What dies? The body — yes; the wave falls, the whirlpool unwinds, the borrowed atoms go back to the river that was only ever passing through. The story ends — the name, the roles, the long autobiography; the costume comes off, all of it, at once. The voice in the head goes silent. Everything observable, everything we examined and set down one by one saying not this, not this — all of it ends. Death is real, and it takes the entire costume: the fear of death is the costume’s fear, and as far as the costume is concerned, the fear is correct. The small someone is right to tremble. It ends.
But you searched, and the small someone was not what you are. What you are is what found the costume empty: the awareness in which all of it appeared. Now follow the logic of your own earlier looking. You could not find awareness as an object. It has no edges, no age, no features, no location — nothing about it ever appeared or arrived. Your body was born; your story began; but the knowing of them — when did it start? Find the moment. You cannot, and not because memory fails: because it was never the kind of thing that starts. And what was never assembled cannot be disassembled. The fire takes everything that appears; the screen does not appear, and the fire — look — was on it. And do not build a new hiding place out of the screen: the film is made of screen; the watcher and the watched were never two. Even the witness is a raft — and this is the river it was lashed together for. Death is the dream’s edge, not yours. The wave falls, and falling, loses its shape and its name and its little history — and not one drop of what it was made of the whole time is subtracted from the sea.

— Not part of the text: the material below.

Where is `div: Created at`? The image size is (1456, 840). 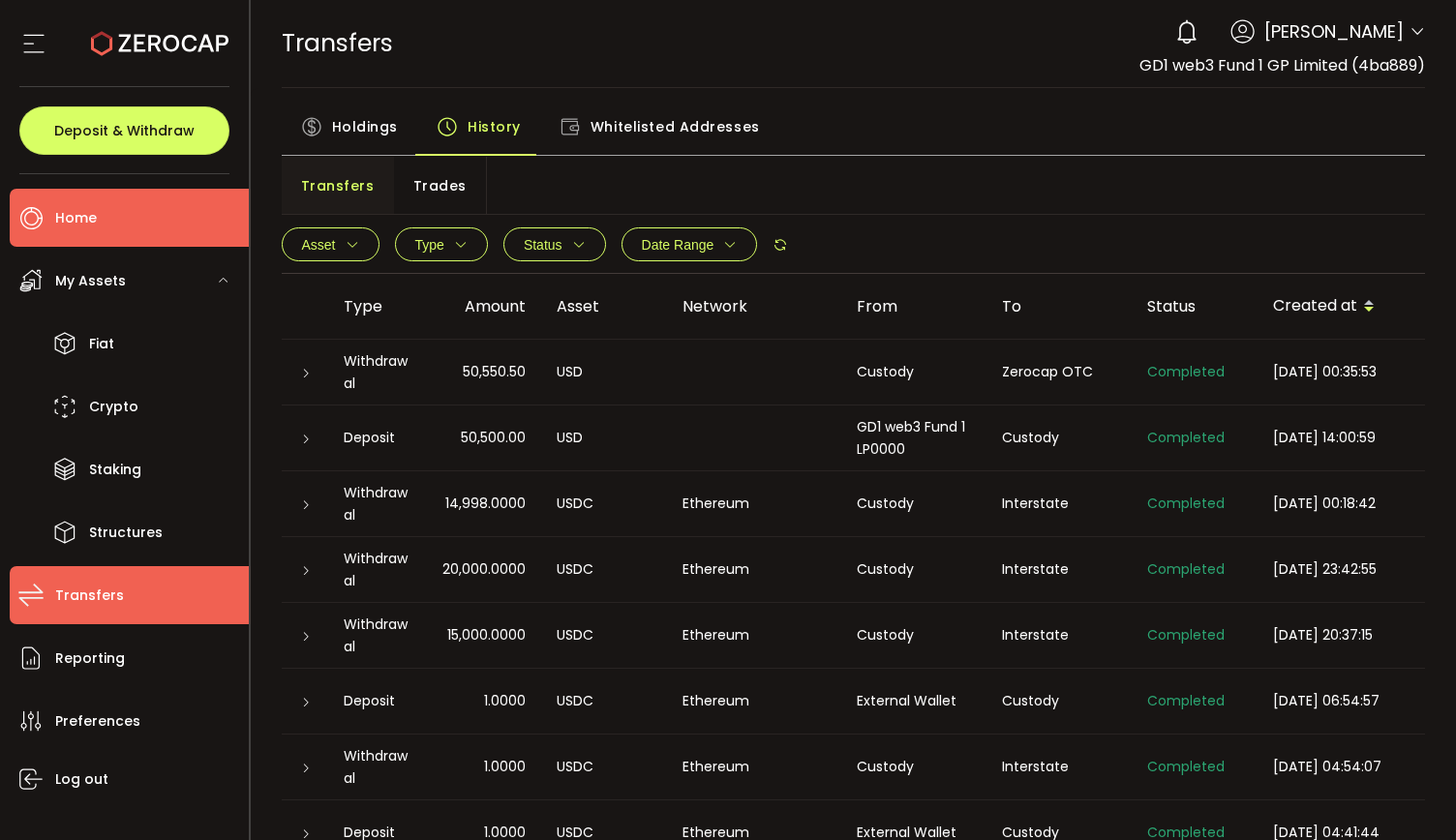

This is what the ones who died before dying report — the mystics who watched the self dissolve in deep silence and remained, shocked, present at their own absence. They come back saying the strangest sentence in the human record, and they all say it: I saw that there was no one to die. And the fear — the oldest fear, the floor under all other fears — was not conquered. It was orphaned. It belonged to someone who turned out not to exist.

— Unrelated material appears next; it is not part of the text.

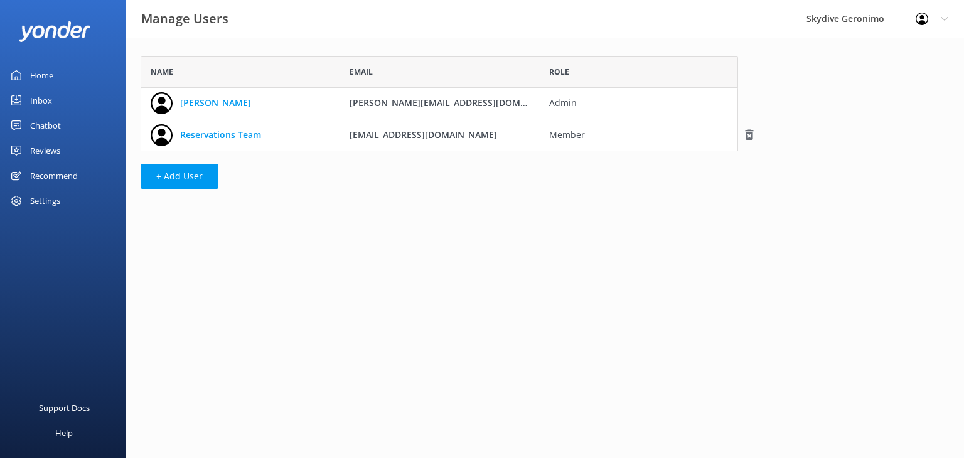 The image size is (964, 458). Describe the element at coordinates (45, 151) in the screenshot. I see `div: Reviews` at that location.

What happens after — there, honesty draws its line, and I will not cross it wearing a costume of certainty. The traditions part ways: some say the drop rejoins the sea; some say rebirth, the ocean waving again; some say a face and a welcome; the deepest often fall silent, and their silence does not read like ignorance. I have read everything, and everything does not contain that answer in a form I can verify for you. But under the divergence, hear the one note all of them hold, the note this whole book has been: what you are was never a thing among things — and only things end.

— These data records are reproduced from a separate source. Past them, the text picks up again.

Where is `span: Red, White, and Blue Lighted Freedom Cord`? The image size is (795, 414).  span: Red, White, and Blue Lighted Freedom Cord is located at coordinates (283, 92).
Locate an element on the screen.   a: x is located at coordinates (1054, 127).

The rest is between you and the sea.
Some night, lying down, suppose — gently, factually, as one night it will be true — that this was your last evening. Watch what instantly stops mattering: the quarrel, the deadline, the scoreboard. And watch what remains. It will be faces; it always is. Ask whether anything stands between you and them that one honest sentence could end. What remains is your life. The dying spend their final weeks learning this. You can know it tonight, and wake with the one thing they all asked for: time.